Your logic and understanding is flawed. The purge command you are using just flushes the disk cache, which in turn will slow your machine down and put a little extra strain on your hard drive, as things will be more likely to need to be read back from disk, rather than being resident in RAM already. Free RAM is wasted RAM.

I ran the "purge" command myself, and here's what happened: iTunes stopped playing music for several seconds, and my system stopped responding until it had finished the purge and the system had a chance to reload the stuff it needed from disk.


I can recommend running this just as highly as I recommend people repair permissions to fix all their problems, and I call that superstition and voodoo.
 
The purpose of the application is to free inactive memory which would otherwise lead to system instability as free memory gets low .... It should be helpful to those who are always running low on memory or using Flash too much.

Your premise is flawed.
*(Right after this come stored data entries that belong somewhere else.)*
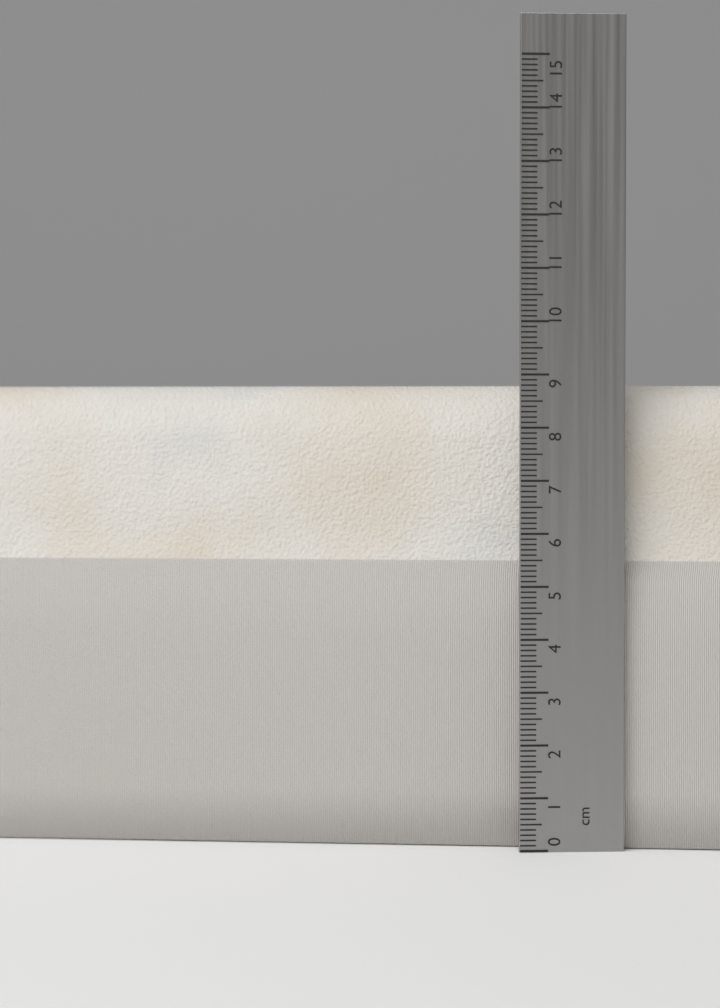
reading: 8.8 cm
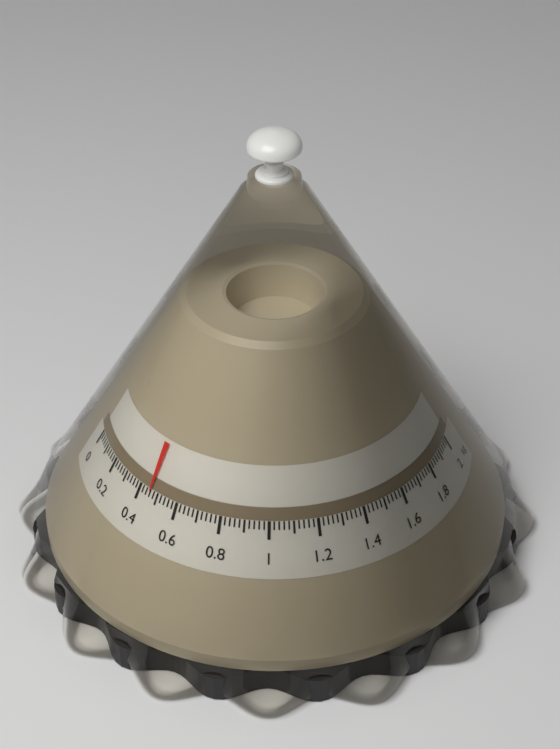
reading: 0.46 kg
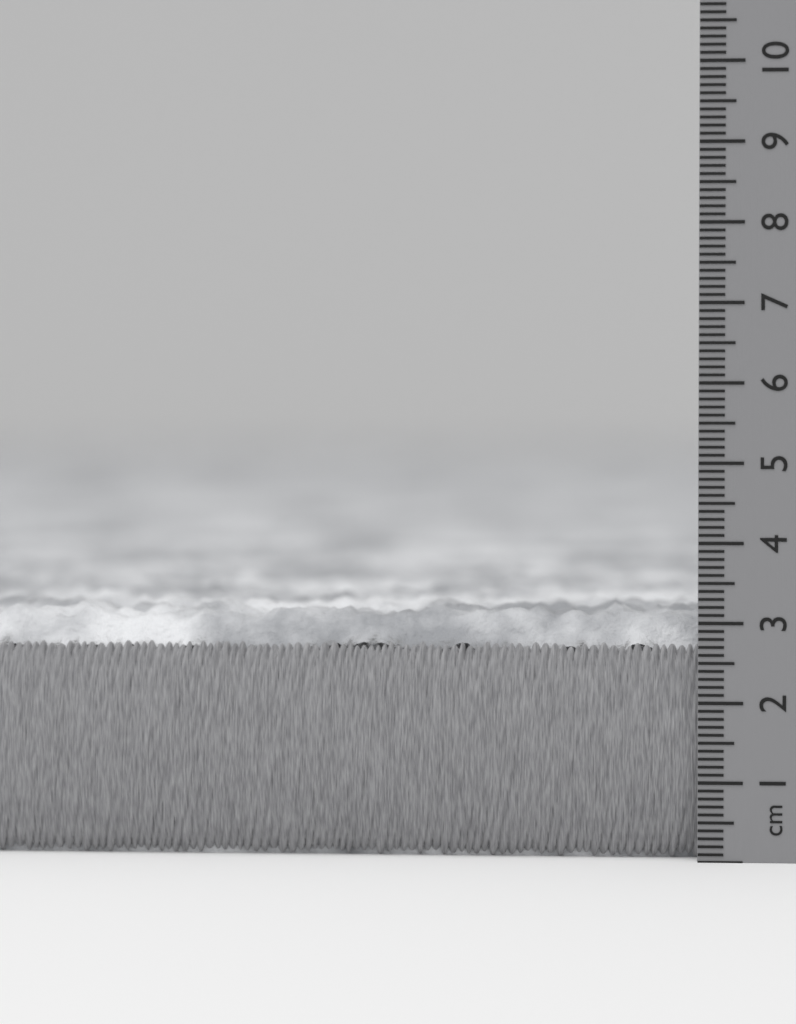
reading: 3.2 cm
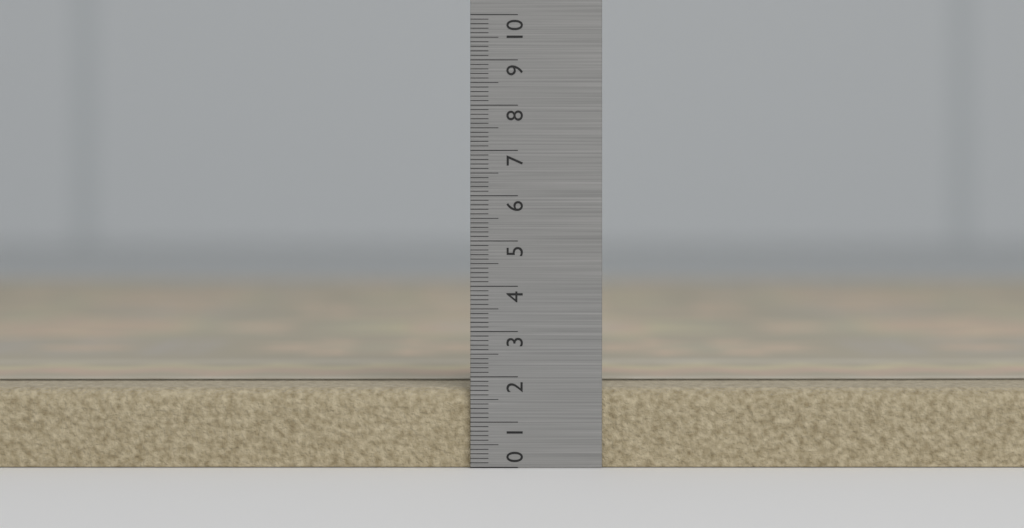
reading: 1.8 (no unit)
Inactive memory is used for things like caching recently accessed files. It speeds up application launching and disk reads. Generally speaking, the more inactive memory you have the faster your system will run. When free memory is low inactive memory is automatically released so that inactive memory does not result in paging to disk. Inactive memory does not result in system instability.

Reading system memory in Mac OS X

Inactive memory

This information in memory is not actively being used, but was recently used.

For example, if you've been using Mail and then quit it, the RAM that Mail was using is marked as Inactive memory. This Inactive memory is available for use by another application, just like Free memory. However, if you open Mail before its Inactive memory is used by a different application, Mail will open quicker because its Inactive memory is converted to Active memory, instead of loading Mail from the slower hard disk.

Haven't you ever noticed that your system acts much faster after it has been running for a long time than when it first booted up? Behold the benefits of inactive memory.